Tu Fu, translated by Lin Yutang

‘Of poor but honest parents he was born in Castlemaine . . .’ sang Phryne on her way home. All places were tending to Castlemaine—what did she know about Castlemaine? Until recently, home of the Castlemaine XXXX beer, which both Bert and Cec, her wharfie friends, liked. Home of the toothsome Castlemaine rock, a carefully made sweet of which Ruth was very fond. Somehow connected with a big wheel, which was probably not the one engineers sang of, and a woollen mill, something to do with ham and bacon; all this and only some seventy-five miles by road and seventy-eight by rail from Melbourne. The guidebooks said that there were several excellent hotels. Phryne was looking for one in which she could entertain a Chinese lover without comment, which ruled out the Midland (a coffee palace, anyway—Phryne did not approve of the temperance movement) and the Cumberland (arguably too big and too public). That seemed to leave a Railway, a Commercial, and the Imperial Hotel, opposite the Town Hall— not too many rooms and probably, if Phryne knew hotels, a reasonable scatter of backstairs. It lodged visiting politicians, she was told, and that argued that the management had a relaxed view of what Dot would call ‘goings-on’. Otherwise it would not lodge politicians. More than once, anyway.

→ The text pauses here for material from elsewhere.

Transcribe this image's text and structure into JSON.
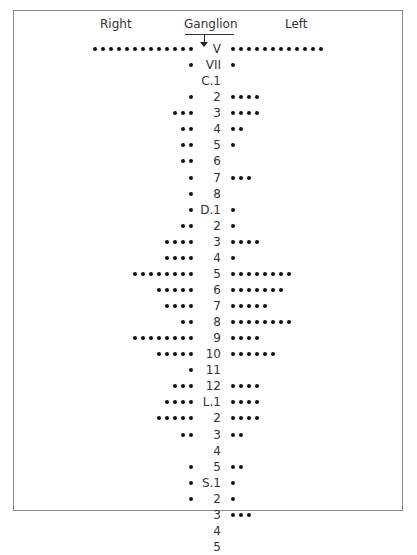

The Imperial might, she thought, be just the ticket. She had a feeling that openly accommodating a Chinese would cause the sort of scandal that even wealth and connections and rank might not be able to ride out . . . And Phryne was determined to get Lin Chung to herself for a while. Her intentions were purely carnal, and it had been far too long since they had been properly indulged.

Now to see what had happened at her own house while she had been away interviewing nuns and making rash promises.

The house was blessedly tranquil. Mr Butler met Phryne at the door with an ‘all quiet’ report.

‘Miss Dot is lying down, the young ladies are at school, Miss Eliza is still in her room and perhaps, Miss Fisher, you might care to enquire as to her health? Mrs Butler felt sure that she heard her crying.’

‘I’ll do that,’ said Phryne. ‘Can you obtain the number of the Imperial Hotel in Castlemaine? I want a private room, with bath if possible, and as far away from the street as they can manage. If they’re full, get me a room at the Cumberland. For tomorrow night and possibly longer. The game, Mr Butler, is afoot.’